EUROPE – Credit default swap (CDS) spreads are a poor proxy for sovereign default risk, according to new research by Imperial College London, and therefore, there is little evidence to suggest the EU-wide ban on naked CDS positions will achieve its aims.
At a recent Peregrine Perspectives discussion series, Lara Cathcart, senior lecturer at Imperial College, presented evidence that trading activity alone did not have a meaningful impact on sovereign default risk, as it does not cause the cost of borrowing for countries to increase.
The increase in CDS spreads during the crisis was mainly due to a surge in liquidity rather than an increase in default risk, she said.
Panellist Paul Crean, co-founder and CIO of emerging market fixed income specialist Finisterre Capital, pointed out that investors often used CDS as liquid tools to hedge their underlying exposures against spread widening, not necessarily out of concerns for a possible default.
Politicians have formulated the EU-wide ban on naked CDS positions based on the belief that a high volume of naked positions can increase the likelihood of default of troubled countries, by increasing their cost of borrowing.
However, Crean cited evidence that the nominal volume of CDS positions alone was not big enough to have a meaningful impact on countries' bond markets.
He said: "CDS spreads are the symptoms – not the cause – of a country getting into trouble. Greece didn't get into trouble because of CDS – it got into trouble because of its spending policy. Investors were desperate to hedge out their risk, and turned to CDS."
He added that banning naked CDS would cause liquidity deterioration for investors trying to hedge their exposures and, as a likely effect, force borrowers into shortening the maturity of their debt.
He also argued that fixed income markets had been a hiding place for investors for the past few years – and that interest rates would normalise and investors need to hedge at some point.
"What is frightening," Crean said, "is that the ban on naked CDS is coming in at the very point investors will need CDS protection more than ever."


Action item: Looking at the data below, count the lines that contain the string "their". Write only the total.

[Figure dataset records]

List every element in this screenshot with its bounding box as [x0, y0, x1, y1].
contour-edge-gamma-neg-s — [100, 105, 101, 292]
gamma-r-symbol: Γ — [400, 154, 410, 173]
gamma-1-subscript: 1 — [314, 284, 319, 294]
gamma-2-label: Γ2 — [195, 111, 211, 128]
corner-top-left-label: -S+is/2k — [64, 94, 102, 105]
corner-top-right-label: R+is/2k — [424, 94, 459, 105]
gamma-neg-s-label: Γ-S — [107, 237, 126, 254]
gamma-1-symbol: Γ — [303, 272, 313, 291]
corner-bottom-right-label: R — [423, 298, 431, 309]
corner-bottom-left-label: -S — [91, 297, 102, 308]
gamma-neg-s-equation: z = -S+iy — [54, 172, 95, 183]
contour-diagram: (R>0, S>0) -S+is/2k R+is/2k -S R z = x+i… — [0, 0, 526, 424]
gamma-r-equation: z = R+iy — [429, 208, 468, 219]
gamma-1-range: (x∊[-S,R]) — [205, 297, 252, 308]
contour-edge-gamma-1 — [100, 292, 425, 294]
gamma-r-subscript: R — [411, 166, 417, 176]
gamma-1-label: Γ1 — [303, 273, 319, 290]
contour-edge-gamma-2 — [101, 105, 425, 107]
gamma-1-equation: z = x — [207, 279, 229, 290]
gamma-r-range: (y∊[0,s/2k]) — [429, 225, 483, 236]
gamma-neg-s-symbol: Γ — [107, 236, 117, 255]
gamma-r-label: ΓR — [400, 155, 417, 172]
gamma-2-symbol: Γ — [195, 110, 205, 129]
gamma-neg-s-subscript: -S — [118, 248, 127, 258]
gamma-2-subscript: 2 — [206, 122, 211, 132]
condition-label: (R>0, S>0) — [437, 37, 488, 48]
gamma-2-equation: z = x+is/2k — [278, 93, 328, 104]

==

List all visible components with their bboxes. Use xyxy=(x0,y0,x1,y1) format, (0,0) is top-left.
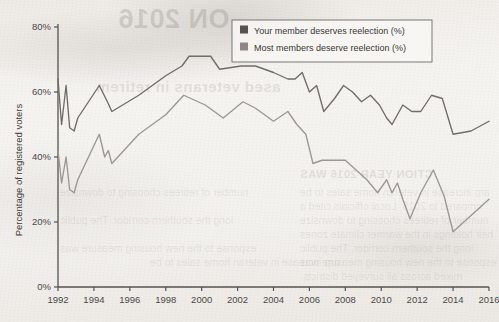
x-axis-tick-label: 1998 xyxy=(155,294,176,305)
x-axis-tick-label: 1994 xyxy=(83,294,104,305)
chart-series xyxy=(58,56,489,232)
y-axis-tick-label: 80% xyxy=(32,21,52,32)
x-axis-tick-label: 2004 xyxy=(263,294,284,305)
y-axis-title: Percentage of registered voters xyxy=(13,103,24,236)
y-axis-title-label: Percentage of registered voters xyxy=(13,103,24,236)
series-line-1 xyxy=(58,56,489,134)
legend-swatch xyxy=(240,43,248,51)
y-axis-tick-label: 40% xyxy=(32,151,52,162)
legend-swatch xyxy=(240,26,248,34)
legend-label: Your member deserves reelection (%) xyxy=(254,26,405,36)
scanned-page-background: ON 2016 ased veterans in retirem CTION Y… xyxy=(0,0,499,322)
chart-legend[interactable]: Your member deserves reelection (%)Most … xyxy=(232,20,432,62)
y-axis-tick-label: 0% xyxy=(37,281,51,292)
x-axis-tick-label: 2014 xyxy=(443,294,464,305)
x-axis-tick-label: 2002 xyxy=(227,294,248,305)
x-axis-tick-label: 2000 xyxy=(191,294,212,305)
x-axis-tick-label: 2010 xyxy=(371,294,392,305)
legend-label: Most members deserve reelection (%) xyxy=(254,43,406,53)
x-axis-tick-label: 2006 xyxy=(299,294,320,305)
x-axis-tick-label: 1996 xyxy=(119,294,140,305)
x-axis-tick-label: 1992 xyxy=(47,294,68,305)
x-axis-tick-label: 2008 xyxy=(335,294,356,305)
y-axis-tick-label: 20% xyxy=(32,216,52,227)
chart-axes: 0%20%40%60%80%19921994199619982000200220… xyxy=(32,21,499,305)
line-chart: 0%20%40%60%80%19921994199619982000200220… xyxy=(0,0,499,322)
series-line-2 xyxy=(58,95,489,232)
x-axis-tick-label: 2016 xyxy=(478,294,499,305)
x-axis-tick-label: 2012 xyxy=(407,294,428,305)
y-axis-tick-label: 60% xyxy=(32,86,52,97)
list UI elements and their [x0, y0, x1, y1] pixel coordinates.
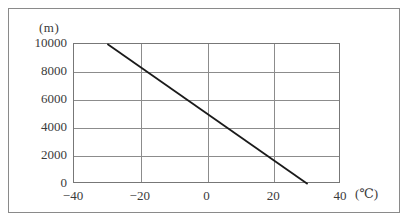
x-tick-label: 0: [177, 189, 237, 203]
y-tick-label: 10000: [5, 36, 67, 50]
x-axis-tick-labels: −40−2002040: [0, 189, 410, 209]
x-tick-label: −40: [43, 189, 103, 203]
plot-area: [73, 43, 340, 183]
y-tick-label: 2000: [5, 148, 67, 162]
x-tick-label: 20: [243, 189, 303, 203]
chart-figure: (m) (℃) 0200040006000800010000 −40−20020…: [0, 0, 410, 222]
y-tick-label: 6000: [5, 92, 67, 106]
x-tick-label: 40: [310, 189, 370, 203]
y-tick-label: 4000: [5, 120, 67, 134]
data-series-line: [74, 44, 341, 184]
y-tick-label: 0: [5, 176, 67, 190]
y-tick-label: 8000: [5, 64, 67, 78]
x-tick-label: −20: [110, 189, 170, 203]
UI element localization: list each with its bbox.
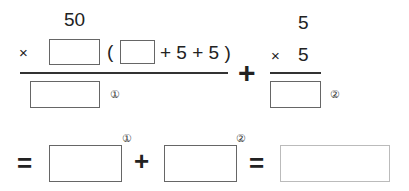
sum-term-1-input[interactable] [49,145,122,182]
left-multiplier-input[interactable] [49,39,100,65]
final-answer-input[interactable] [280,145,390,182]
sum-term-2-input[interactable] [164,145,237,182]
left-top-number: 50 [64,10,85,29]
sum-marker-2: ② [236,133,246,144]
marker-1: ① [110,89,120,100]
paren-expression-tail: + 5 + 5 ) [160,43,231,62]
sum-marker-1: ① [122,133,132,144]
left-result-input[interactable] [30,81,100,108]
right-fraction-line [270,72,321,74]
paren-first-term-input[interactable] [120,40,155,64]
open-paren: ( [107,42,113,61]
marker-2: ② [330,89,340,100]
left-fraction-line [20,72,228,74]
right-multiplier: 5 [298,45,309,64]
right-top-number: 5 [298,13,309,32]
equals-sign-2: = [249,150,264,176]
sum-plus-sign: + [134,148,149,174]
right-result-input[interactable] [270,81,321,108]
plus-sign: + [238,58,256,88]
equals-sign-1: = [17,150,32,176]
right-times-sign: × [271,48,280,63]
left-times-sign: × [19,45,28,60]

The completed task: 2